METHODS: A narrative review and clinical commentary synthesizing contemporary pain neuroscience, myofascial literature, and mechanism-based clinical reasoning frameworks was conducted to examine how provocative palpation findings may be reinterpreted through a bidirectional neurophysiologic lens.
RESULTS: While biochemical, electrophysiological, vascular, and imaging studies suggest regionally distinct tissue characteristics in areas identified as MTrPs, it remains unclear whether these represent stable local phenomena or transient, state-dependent expressions of nervous system modulation. Clinically, provocative palpation findings frequently occur in conditions where muscle is unlikely to be the primary nociceptive driver, supporting interpretation as secondary hyperalgesia within a sensitized system.

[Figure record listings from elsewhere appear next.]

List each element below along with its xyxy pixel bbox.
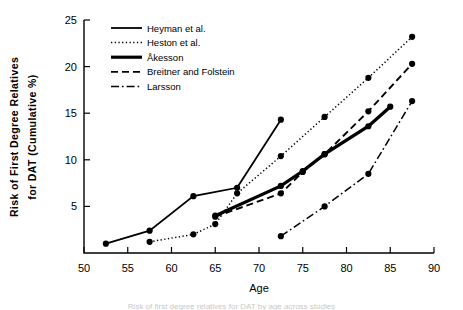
data-point — [365, 123, 371, 129]
legend-label: Heston et al. — [147, 37, 200, 48]
data-point — [212, 214, 218, 220]
data-point — [190, 193, 196, 199]
series-line — [106, 120, 281, 244]
series-heyman-et-al — [103, 117, 284, 247]
data-point — [322, 151, 328, 157]
axis-tick-labels: 505560657075808590510152025 — [65, 14, 440, 274]
legend-label: Åkesson — [147, 52, 183, 63]
legend-item: Åkesson — [111, 52, 183, 63]
legend-item: Heston et al. — [111, 37, 200, 48]
data-point — [278, 233, 284, 239]
data-point — [409, 98, 415, 104]
series-breitner-and-folstein — [212, 61, 415, 220]
y-axis-title-line1: Risk of First Degree Relatives — [8, 57, 20, 217]
figure-caption: Risk of first degree relatives for DAT b… — [0, 302, 463, 310]
data-point — [190, 231, 196, 237]
y-tick-label: 15 — [65, 107, 77, 119]
line-chart: 505560657075808590510152025 Age Risk of … — [0, 0, 463, 300]
data-point — [234, 190, 240, 196]
x-tick-label: 75 — [297, 262, 309, 274]
y-tick-label: 20 — [65, 61, 77, 73]
data-point — [278, 153, 284, 159]
series-larsson — [278, 98, 415, 239]
series-kesson — [212, 104, 393, 219]
data-point — [322, 114, 328, 120]
x-tick-label: 85 — [384, 262, 396, 274]
legend-item: Larsson — [111, 81, 181, 92]
x-tick-label: 65 — [209, 262, 221, 274]
axis-lines — [84, 20, 434, 253]
x-tick-label: 80 — [340, 262, 352, 274]
x-tick-label: 50 — [78, 262, 90, 274]
y-tick-label: 10 — [65, 154, 77, 166]
data-point — [365, 171, 371, 177]
legend-label: Larsson — [147, 81, 181, 92]
y-tick-label: 5 — [71, 200, 77, 212]
data-point — [147, 228, 153, 234]
data-point — [387, 104, 393, 110]
data-point — [322, 203, 328, 209]
data-point — [278, 183, 284, 189]
data-point — [365, 75, 371, 81]
x-tick-label: 60 — [165, 262, 177, 274]
chart-legend: Heyman et al.Heston et al.ÅkessonBreitne… — [111, 23, 235, 92]
x-tick-label: 70 — [253, 262, 265, 274]
legend-label: Heyman et al. — [147, 23, 206, 34]
data-point — [409, 61, 415, 67]
data-point — [103, 241, 109, 247]
data-point — [365, 108, 371, 114]
series-heston-et-al — [147, 34, 416, 245]
data-point — [212, 221, 218, 227]
x-tick-label: 55 — [122, 262, 134, 274]
data-point — [409, 34, 415, 40]
data-point — [278, 117, 284, 123]
legend-label: Breitner and Folstein — [147, 66, 235, 77]
data-point — [300, 169, 306, 175]
data-point — [234, 185, 240, 191]
data-point — [147, 239, 153, 245]
series-line — [281, 101, 412, 236]
axis-ticks — [84, 20, 434, 253]
legend-item: Heyman et al. — [111, 23, 206, 34]
y-axis-title-line2: for DAT (Cumulative %) — [26, 74, 38, 199]
y-tick-label: 25 — [65, 14, 77, 26]
x-axis-title: Age — [249, 282, 269, 294]
data-point — [278, 190, 284, 196]
series-line — [215, 107, 390, 216]
series-line — [215, 64, 412, 217]
legend-item: Breitner and Folstein — [111, 66, 235, 77]
x-tick-label: 90 — [428, 262, 440, 274]
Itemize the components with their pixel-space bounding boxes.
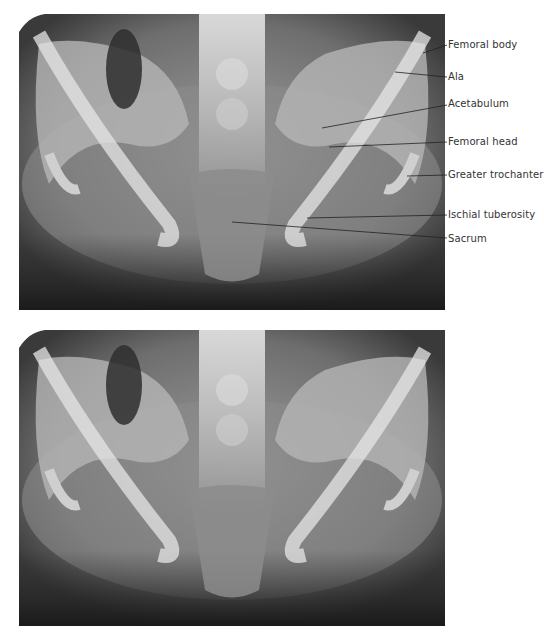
label-ala: Ala <box>448 71 464 83</box>
label-femoral-body: Femoral body <box>448 39 517 51</box>
label-ischial-tuberosity: Ischial tuberosity <box>448 209 535 221</box>
pelvis-xray-image <box>19 330 445 626</box>
label-greater-trochanter: Greater trochanter <box>448 169 544 181</box>
label-femoral-head: Femoral head <box>448 136 518 148</box>
radiograph-unlabeled <box>19 330 445 626</box>
pelvis-xray-image <box>19 14 445 310</box>
label-sacrum: Sacrum <box>448 233 487 245</box>
label-acetabulum: Acetabulum <box>448 98 509 110</box>
radiograph-labeled <box>19 14 445 310</box>
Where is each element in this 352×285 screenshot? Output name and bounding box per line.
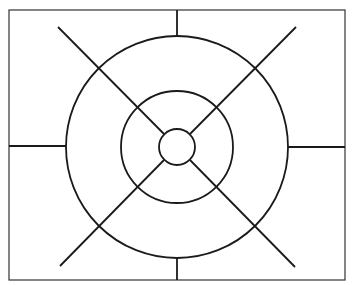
- line-diag-ne: [190, 27, 296, 134]
- diagram-canvas: [0, 0, 352, 285]
- radial-lines: [9, 10, 345, 280]
- frame: [9, 10, 345, 280]
- line-diag-sw: [60, 160, 164, 266]
- line-diag-nw: [58, 27, 164, 134]
- circle-inner: [159, 129, 195, 165]
- line-diag-se: [190, 160, 295, 267]
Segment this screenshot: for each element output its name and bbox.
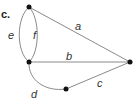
edge-label-d: d [31, 88, 38, 100]
panel-label: c. [1, 8, 10, 20]
node-left [27, 60, 32, 65]
graph-diagram: c. a b c d e f [0, 0, 137, 102]
edge-e [19, 7, 29, 62]
edge-label-a: a [75, 20, 81, 32]
edge-label-e: e [8, 29, 14, 41]
edge-label-f: f [33, 29, 37, 41]
node-bottom [64, 87, 69, 92]
edge-d [29, 62, 66, 89]
edge-label-c: c [97, 77, 103, 89]
node-right [128, 60, 133, 65]
node-top [27, 5, 32, 10]
edge-a [29, 7, 130, 62]
edge-label-b: b [66, 50, 72, 62]
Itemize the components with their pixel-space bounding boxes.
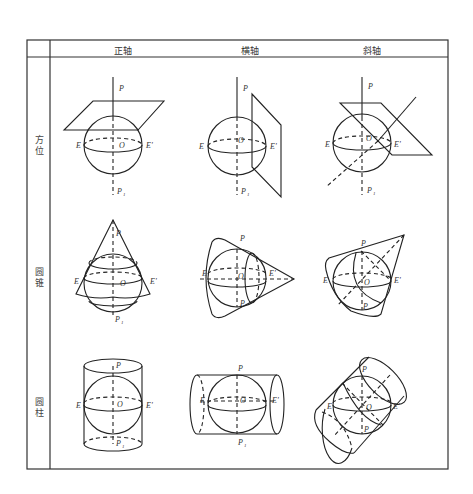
svg-text:E: E [324,140,330,149]
transverse-cylindrical-figure: P E O E' P1 [190,364,284,448]
svg-text:1: 1 [123,192,126,197]
svg-text:1: 1 [247,192,250,197]
oblique-cylindrical-figure: P E O E' P [315,350,414,463]
svg-text:P: P [115,439,121,448]
projection-table-diagram: P E O E' P1 P E O E' P1 P E O E' P1 [0,0,473,494]
svg-text:O: O [366,403,372,412]
svg-text:E: E [322,276,328,285]
svg-text:P: P [115,229,121,238]
svg-text:P: P [115,361,121,370]
label-e: E [75,141,81,150]
svg-text:E': E' [268,269,276,278]
svg-text:E': E' [145,141,153,150]
svg-text:O: O [364,278,370,287]
svg-text:P: P [237,438,243,447]
svg-text:O: O [366,134,372,143]
svg-text:P: P [237,364,243,373]
svg-text:P: P [360,239,366,248]
svg-text:E': E' [393,276,401,285]
svg-text:P: P [367,82,373,91]
svg-text:E: E [75,401,81,410]
svg-text:E': E' [393,140,401,149]
svg-text:P: P [242,84,248,93]
svg-text:P: P [240,187,246,196]
svg-text:P: P [366,186,372,195]
svg-text:E': E' [145,401,153,410]
svg-text:E: E [201,269,207,278]
svg-text:1: 1 [244,443,247,448]
transverse-azimuthal-figure: P E O E' P1 [198,77,281,197]
svg-text:E': E' [149,277,157,286]
svg-text:O: O [120,279,126,288]
normal-azimuthal-figure: P E O E' P1 [64,77,164,197]
transverse-conic-figure: P E O E' P [200,234,294,318]
svg-text:P: P [361,365,367,374]
svg-text:1: 1 [122,444,125,449]
svg-text:P: P [118,84,124,93]
normal-conic-figure: P E O E' P1 [73,220,157,325]
svg-text:P: P [363,425,369,434]
svg-text:E: E [199,396,205,405]
svg-text:E': E' [392,402,400,411]
normal-cylindrical-figure: P E O E' P1 [75,359,153,451]
svg-text:1: 1 [121,320,124,325]
svg-text:P: P [114,315,120,324]
svg-text:O: O [117,400,123,409]
svg-text:E': E' [271,396,279,405]
svg-text:O: O [238,136,244,145]
oblique-azimuthal-figure: P E O E' P1 [324,77,432,196]
svg-text:P: P [362,302,368,311]
oblique-conic-figure: P E O E' P [322,235,404,316]
svg-text:P: P [239,299,245,308]
svg-text:O: O [119,141,125,150]
svg-text:E: E [326,402,332,411]
svg-text:O: O [238,272,244,281]
svg-text:1: 1 [373,191,376,196]
svg-text:O: O [240,396,246,405]
svg-text:E: E [73,277,79,286]
svg-text:P: P [116,187,122,196]
svg-text:E': E' [269,142,277,151]
svg-text:E: E [198,142,204,151]
svg-text:P: P [239,234,245,243]
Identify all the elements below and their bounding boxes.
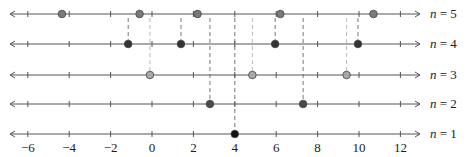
data-point [370, 10, 378, 18]
data-point [58, 10, 66, 18]
x-tick-label: 4 [232, 140, 239, 156]
row-label-n5: n = 5 [430, 6, 457, 22]
x-tick-label: −4 [62, 140, 76, 156]
x-tick-label: 12 [394, 140, 407, 156]
row-label-n4: n = 4 [430, 36, 457, 52]
data-point [343, 71, 351, 79]
data-point [146, 71, 154, 79]
row-label-eq: = 1 [437, 126, 457, 141]
row-label-n3: n = 3 [430, 67, 457, 83]
data-point [136, 10, 144, 18]
data-point [124, 40, 132, 48]
x-tick-label: 6 [273, 140, 280, 156]
x-tick-label: 2 [190, 140, 197, 156]
row-label-n2: n = 2 [430, 96, 457, 112]
data-point [194, 10, 202, 18]
data-point [299, 100, 307, 108]
data-point [271, 40, 279, 48]
data-point [177, 40, 185, 48]
row-label-n1: n = 1 [430, 126, 457, 142]
x-tick-label: −2 [104, 140, 118, 156]
data-point [354, 40, 362, 48]
row-label-eq: = 4 [437, 36, 457, 51]
x-tick-label: 8 [314, 140, 321, 156]
data-point [249, 71, 257, 79]
data-point [231, 130, 239, 138]
row-label-eq: = 3 [437, 67, 457, 82]
x-tick-label: 10 [353, 140, 366, 156]
row-label-eq: = 5 [437, 6, 457, 21]
x-tick-label: −6 [21, 140, 35, 156]
data-point [206, 100, 214, 108]
x-tick-label: 0 [149, 140, 156, 156]
data-point [277, 10, 285, 18]
number-lines-svg [0, 0, 470, 157]
row-label-eq: = 2 [437, 96, 457, 111]
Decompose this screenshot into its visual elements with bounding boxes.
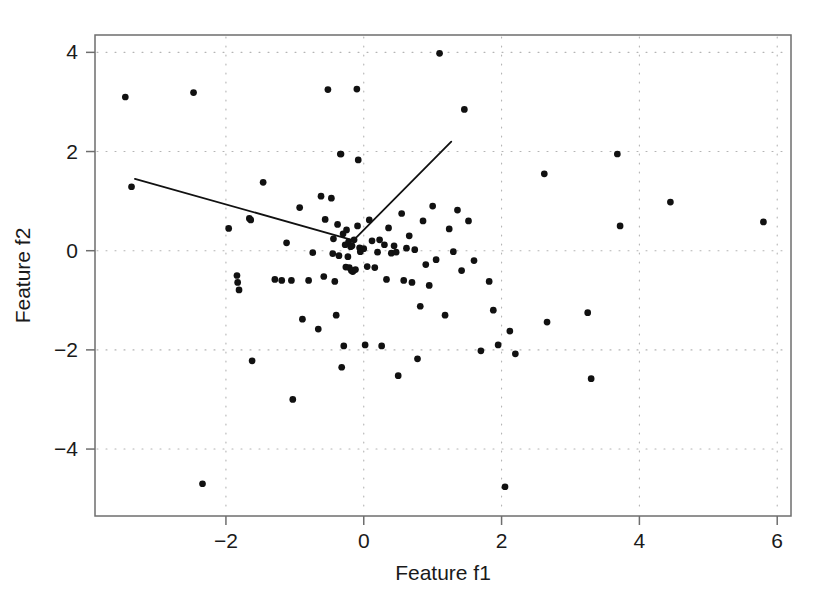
data-point [343,227,350,234]
data-point [371,264,378,271]
data-point [122,94,129,101]
data-point [330,235,337,242]
data-point [433,256,440,263]
data-point [512,350,519,357]
data-point [328,195,335,202]
data-point [442,312,449,319]
data-point [383,276,390,283]
data-point [471,257,478,264]
data-point [305,277,312,284]
data-point [461,106,468,113]
data-point [446,226,453,233]
data-point [329,250,336,257]
data-point [378,343,385,350]
scatter-plot-figure: −20246−4−2024Feature f1Feature f2 [0,0,825,608]
data-point [340,343,347,350]
data-point [478,348,485,355]
figure-background [0,0,825,608]
data-point [409,279,416,286]
data-point [331,278,338,285]
data-point [429,203,436,210]
data-point [225,225,232,232]
data-point [417,303,424,310]
data-point [450,248,457,255]
x-tick-label: 6 [771,529,783,552]
data-point [614,151,621,158]
data-point [234,272,241,279]
data-point [360,245,367,252]
data-point [289,396,296,403]
data-point [374,249,381,256]
data-point [584,309,591,316]
data-point [426,282,433,289]
data-point [322,216,329,223]
x-tick-label: 0 [358,529,370,552]
data-point [422,261,429,268]
data-point [395,372,402,379]
data-point [393,249,400,256]
data-point [403,245,410,252]
data-point [364,263,371,270]
data-point [454,207,461,214]
data-point [338,151,345,158]
x-tick-label: 4 [634,529,646,552]
data-point [247,217,254,224]
data-point [288,277,295,284]
data-point [362,342,369,349]
data-point [334,221,341,228]
data-point [541,170,548,177]
data-point [128,183,135,190]
data-point [354,223,361,230]
data-point [411,246,418,253]
data-point [199,480,206,487]
data-point [345,253,352,260]
data-point [588,375,595,382]
data-point [296,204,303,211]
data-point [414,355,421,362]
data-point [385,225,392,232]
data-point [436,50,443,57]
y-tick-label: −4 [54,437,78,460]
data-point [544,319,551,326]
y-tick-label: 0 [66,239,78,262]
data-point [260,179,267,186]
data-point [320,273,327,280]
data-point [249,357,256,364]
data-point [391,242,398,249]
data-point [352,266,359,273]
y-tick-label: 2 [66,140,78,163]
x-axis-title: Feature f1 [395,561,491,584]
data-point [336,252,343,259]
data-point [190,89,197,96]
data-point [236,287,243,294]
data-point [272,276,279,283]
data-point [354,86,361,93]
data-point [502,483,509,490]
data-point [490,307,497,314]
data-point [278,277,285,284]
data-point [506,328,513,335]
data-point [617,223,624,230]
data-point [369,237,376,244]
data-point [318,193,325,200]
data-point [325,86,332,93]
data-point [351,236,358,243]
data-point [420,218,427,225]
x-tick-label: 2 [496,529,508,552]
data-point [667,199,674,206]
data-point [381,241,388,248]
data-point [495,342,502,349]
data-point [398,210,405,217]
data-point [406,232,413,239]
y-tick-label: 4 [66,40,78,63]
data-point [355,157,362,164]
data-point [400,277,407,284]
data-point [486,278,493,285]
data-point [309,249,316,256]
data-point [315,326,322,333]
x-tick-label: −2 [214,529,238,552]
y-axis-title: Feature f2 [11,228,34,324]
plot-canvas: −20246−4−2024Feature f1Feature f2 [0,0,825,608]
data-point [458,267,465,274]
data-point [349,242,356,249]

DISCUSSION: Rather than viewing MTrPs as the initiating source of nociception, provocative palpation is conceptualized as a fluctuating clinical signal shaped by interacting peripheral, spinal, supraspinal, and contextual influences. Emphasizing pain phenotyping and neurophysiologically guided clinical reasoning over lesion identification may better align myofascial constructs and related interventions, including dry needling, with contemporary pain neurophysiology and support more precise, adaptable clinical management.